Professor Craig Wright: So – good morning. I bring you news from Nashville – very interesting, Nashville. I had such an interesting weekend. Friday night, went to this spectacular concert of Mozart, doing the Mozart Requiem in this one hundred thirty-five million-dollar concert hall that they have put – built for music in the city of Nashville. The next afternoon, Saturday afternoon, I walked across the street. I could have gone two blocks to watch a hockey game – they have a hockey team in Nashville – or three blocks in the other direction to watch the Titans play in the football stadium, but I went just one block to the Country Music Hall of Fame.
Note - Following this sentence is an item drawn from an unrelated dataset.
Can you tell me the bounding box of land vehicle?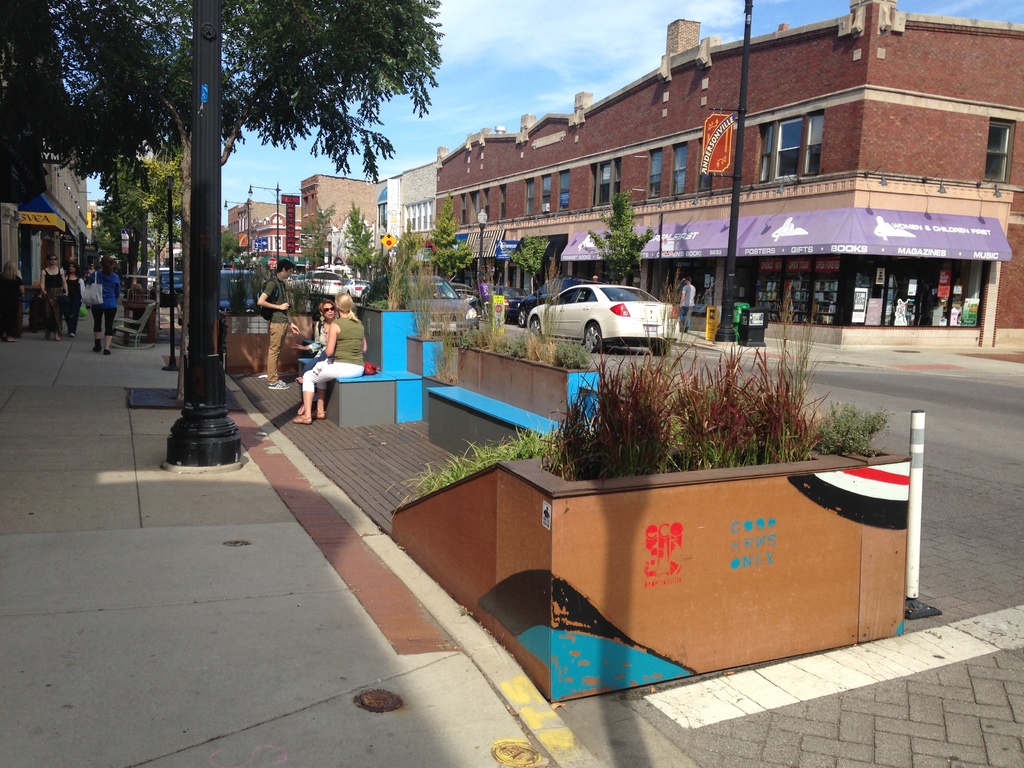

So I spent three hours in the Country Music Hall of Fame and – absolutely fascinating – but it got even better, because Sunday morning, there I was at the airport about to fly out of Nashville. And I’m sitting there and you know how you’re queuing up to get – go out your gate to get on your airplane and CNN is playing on the television there. It was wonderful. What did I hear? [plays piano]
Ah, Mozart! Mozart right here in the airport in Nashville. And then it went on from that. There was another commercial and they used [plays piano [more Mozart]] and so on. So what a strange, wonderful world, what a strange, wonderful country to have such diversity ethnically, politically and musically. And at the same time to have a sense that this little person who was only about five feet three inches tall – probably weighed about one hundred ten pounds – sitting in a room in Vienna, Austria, more than two hundred years ago could create this beauty that we still engage today, whether consciously or subconsciously, when we’re sitting in an airport in Nashville, Tennessee. Right? Astonishing what the brain sometimes experiences.
Well, today we’re going to talk about Mozart. Now the music that you just heard – [music playing] Okay.
Let’s just stop it there, and we’re going to come back to this in just a second. It’s music of the Classical period. It’s music of Mozart. It happens to be what’s called his “Little G Minor Symphony,” and contrast that to the music that you heard in section last week by Bach, [plays piano] and so on where he gets a concerto going, [sings] and it sort of chugs along in that same fashion, chugs along, in fact, for about nine minutes and twenty seconds all with the music having the same general tenor, the same general mood, the same general feeling to it. That’s Baroque music. Once you get an ethos established in Baroque music, it will carry through from beginning to end of a particular movement or a particular piece. It doesn’t change, generally speaking.
When we get to the Classical period, however, and here we’re talking roughly seventeen fifty up to around eighteen twenty or so, things get a little bit different. We get change within a particular movement. Change might be from regular to irregular rhythm, for example, or from very loud to very quiet. And this push for change only accelerates as we go in to the romantic period where you get these wild swings of emotion, these wild swings of musical mood, a kind of bipolar music in the nineteenth century.
Well, this begins in the Classical period so let’s go back and hear the beginning of this Symphony No. 25 in G Minor of Mozart. And notice here we begin minor key, lots of syncopation, agitation, and within about forty seconds Mozart has morphed into a completely different mood, a major key, oboe solo. The music is very lyrical.